By Simone Polisano on Monday, 18 February 2019
Category: All

Part 5 of 10: Steer customers to the path of least resistance

You may have features in the customer experience that can make customer acquisition easier for the customer (Photo ID Capture, Online Account Aggregation etc). Steer customers to using these options by promoting the benefit and making them clearly visible – it’s a win-win.

To open a bank account or originate a loan, there’s information you need – some of it for Risk reasons, some of it for Compliance reasons. Regardless of the reason, you need that information.

Providing that information takes time – typing it in is reasonably slow and whilst each individual field isn’t an issue, in aggregate it can take 5 to 30 minutes to complete an application, depending on the product. And your customers have other things they’d mush rather do with that time.

So we’ve seen banks invest in building experiences that can streamline the application process for consumers with capabilities like:

However, when these experiences aren’t positioned appropriately with customers, they’re often ignored or simply missed. The benefits (to the consumer!) of using these services should be promoted to encourage customers to leverage these services. It will save them time AND it will help you get more completed applications for accounts, cards, loans.

For example, with photo ID capture…

Benefit to the consumer Benefit to the bank
Prefilll’s about 11 fields (Name, Address, DOB, License Details) Faster completion = Higher completion rate
Improves chances of approval due to higher quality information capture (reduced typing errors and better matching to government databases) Reduced fraud due to the presence of a photo ID document used to prefill.

But very often the expedited process is presented along with the option of just typing information in. And in fact, it’s often missed! Therefore, the customer just starts typing information in, which takes time, and then they abandon due to fatigue, or they get distracted because it’s taking too long, and so on.

Lets look at an example. 

Did you even see the option to Prefill the form with a photo of a driving license?

Is it obvious that the circle icon with a camera is a button to invoke the camera on the phone?

In practice, the experience likely results in people simply typing their information in and not invoking the camera functionality. When a consumer clicks “Apply Now” they expect to complete a form. They are on auto-pilot to an extent and they start looking for fields to enter First Name, Last Name, etc.

And you can see those fields on this application form (image at right) under the subtle option to take a photo of a license. So when a customer sees this screen, they click in to “First Name” and start typing. And that’s what happened with a similar experience in production. They missed the option to prefill or simply didn’t see enough value in “Fill out your form faster”.

Compare that to this experience from US banking giant Wells Fargo.

On a mobile device, the entire screen is taken up with a big red button to engage the camera. You can’t miss it. You simply have to click “Or you can fill it in yourself” as an option to get to the fields.

Still, even in this design we’d recommend highlighting the benefit to the consumer beyond “Checking in a Snap”. In this design we’d advocate some specific benefit metrics like

This will save you about 2 minutes

AND

Improve the likelihood of instant approval.

So, when you’re designing an experience that incorporates options that will streamline the application process for the consumer:

  1. Make it easy for them to choose the easiest path (like the Wells Fargo design at left)
  2. Clearly articulate the benefit to the consumer of taking the easiest path.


* Task to complete
The required result is the number of lines below that hold the word "centre", stated without anything else.

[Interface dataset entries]
····················
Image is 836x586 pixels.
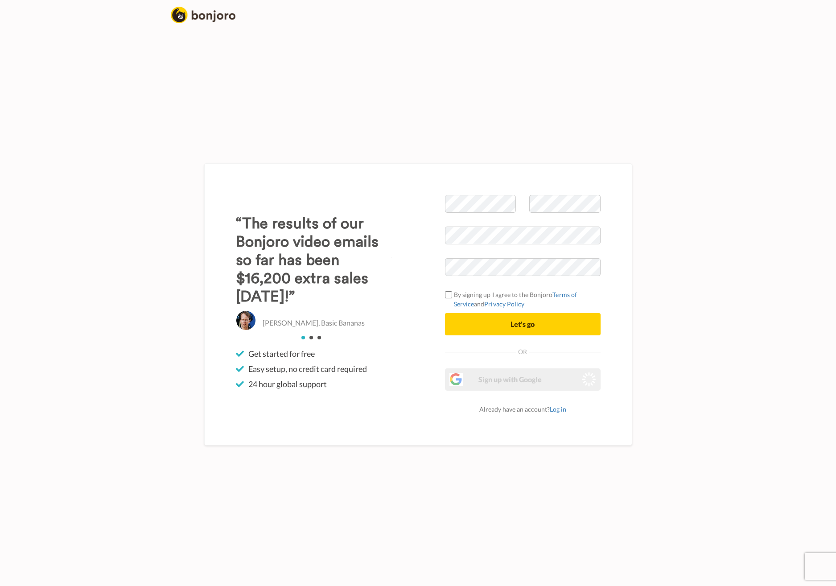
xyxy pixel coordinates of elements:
[484,300,524,308] a: Privacy Policy
[445,290,601,309] label: By signing up I agree to the Bonjoro and
[445,313,601,335] button: Let's go
[248,378,327,389] span: 24 hour global support
[510,320,535,328] span: Let's go
[236,214,391,306] h3: “The results of our Bonjoro video emails so far has been $16,200 extra sales [DATE]!”
[445,368,601,391] button: Sign up with Google
[516,349,529,355] span: Or
[478,375,542,383] span: Sign up with Google
[445,291,452,298] input: By signing up I agree to the BonjoroTerms of ServiceandPrivacy Policy
[550,405,566,413] a: Log in
[248,348,315,359] span: Get started for free
[171,7,235,23] img: logo_full.png
[479,405,566,413] span: Already have an account?
[248,363,367,374] span: Easy setup, no credit card required
[454,291,577,308] a: Terms of Service
[263,318,365,328] p: [PERSON_NAME], Basic Bananas
[236,310,256,330] img: Christo Hall, Basic Bananas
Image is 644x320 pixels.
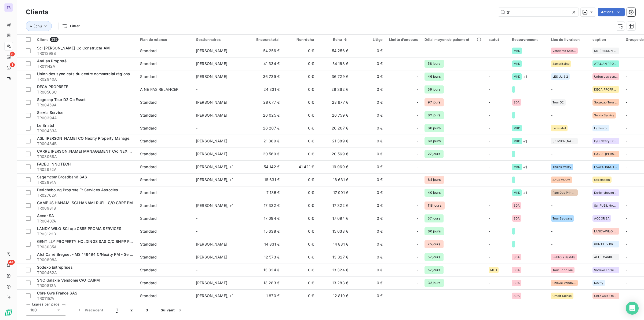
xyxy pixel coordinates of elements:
[351,57,386,70] td: 0 €
[37,239,154,243] span: GENTILLY PROPERTY HOLDINGS SAS C/O BNPP REPM n°54950
[248,224,283,237] td: 15 638 €
[37,161,71,166] span: FACEO INNOTECH
[37,45,110,50] span: Sci [PERSON_NAME] Co Constructa AM
[283,199,317,212] td: 0 €
[196,203,246,208] div: [PERSON_NAME] , + 1
[595,101,618,104] span: Sogecap Tour D2 Co Esset
[283,148,317,160] td: 0 €
[196,164,246,170] div: [PERSON_NAME] , + 1
[513,101,519,104] span: SDA
[416,125,418,131] span: -
[351,237,386,251] td: 0 €
[416,151,418,156] span: -
[416,48,418,54] span: -
[489,100,490,104] span: -
[140,216,157,221] div: Standard
[553,101,564,104] span: Tour D2
[139,304,154,316] button: 3
[351,148,386,160] td: 0 €
[513,49,520,52] span: MKD
[595,75,618,79] span: Union des syndicats du centre commercial régional ULIS 2
[317,199,351,212] td: 17 322 €
[37,50,134,56] span: TR01398B
[248,122,283,135] td: 26 207 €
[626,74,628,79] span: -
[489,229,490,233] span: -
[37,148,141,154] span: CARRE [PERSON_NAME] MANAGEMENT C/o NEXITY PM
[317,251,351,264] td: 13 327 €
[37,102,134,108] span: TR00459A
[416,229,418,234] span: -
[626,301,639,314] div: Open Intercom Messenger
[416,177,418,183] span: -
[37,270,134,275] span: TR00462A
[283,70,317,83] td: 0 €
[425,60,444,67] span: 58 jours
[196,267,198,272] span: -
[317,70,351,83] td: 36 729 €
[626,87,628,91] span: -
[140,100,157,105] div: Standard
[37,213,54,218] span: Accor SA
[37,110,63,114] span: Servia Service
[425,253,444,261] span: 57 jours
[416,189,418,195] span: -
[416,113,418,118] span: -
[196,138,227,143] span: [PERSON_NAME]
[283,44,317,57] td: 0 €
[351,108,386,122] td: 0 €
[317,148,351,160] td: 20 569 €
[286,38,314,42] div: Non-échu
[140,177,157,183] div: Standard
[317,212,351,224] td: 17 094 €
[351,264,386,276] td: 0 €
[140,189,157,195] div: Standard
[351,173,386,186] td: 0 €
[425,85,444,93] span: 59 jours
[595,178,610,181] span: sagemcom
[37,244,134,249] span: TR03035A
[351,122,386,135] td: 0 €
[523,138,527,144] span: + 1
[196,38,246,42] div: Gestionnaires
[140,74,157,79] div: Standard
[37,115,134,120] span: TR00394A
[248,83,283,96] td: 24 331 €
[196,49,227,53] span: [PERSON_NAME]
[196,125,198,131] span: -
[140,229,157,234] div: Standard
[513,126,520,130] span: MKD
[489,125,490,131] span: -
[37,72,144,76] span: Union des syndicats du centre commercial régional ULIS 2
[595,152,618,155] span: CARRE [PERSON_NAME] MANAGEMENT C/o NEXITY PM
[626,165,628,169] span: -
[595,165,618,168] span: FACEO INNOTECH
[283,135,317,148] td: 0 €
[425,227,444,236] span: 60 jours
[595,255,618,259] span: AFUL CARRE BREGUET
[140,87,179,92] div: A NE PAS RELANCER
[416,61,418,67] span: -
[351,83,386,96] td: 0 €
[37,90,134,95] span: TR00506C
[248,251,283,264] td: 12 573 €
[416,203,418,208] span: -
[283,264,317,276] td: 0 €
[283,96,317,108] td: 0 €
[355,38,383,42] div: Litige
[37,84,68,89] span: DECA PROPRETE
[248,148,283,160] td: 20 569 €
[248,96,283,108] td: 28 677 €
[425,240,444,248] span: 75 jours
[317,224,351,237] td: 15 638 €
[416,254,418,259] span: -
[416,241,418,247] span: -
[489,49,490,53] span: -
[425,98,444,107] span: 97 jours
[248,199,283,212] td: 17 322 €
[489,61,490,66] span: -
[513,139,520,143] span: MKD
[551,87,553,91] span: -
[283,173,317,186] td: 0 €
[140,267,157,272] div: Standard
····················
* Solution below
2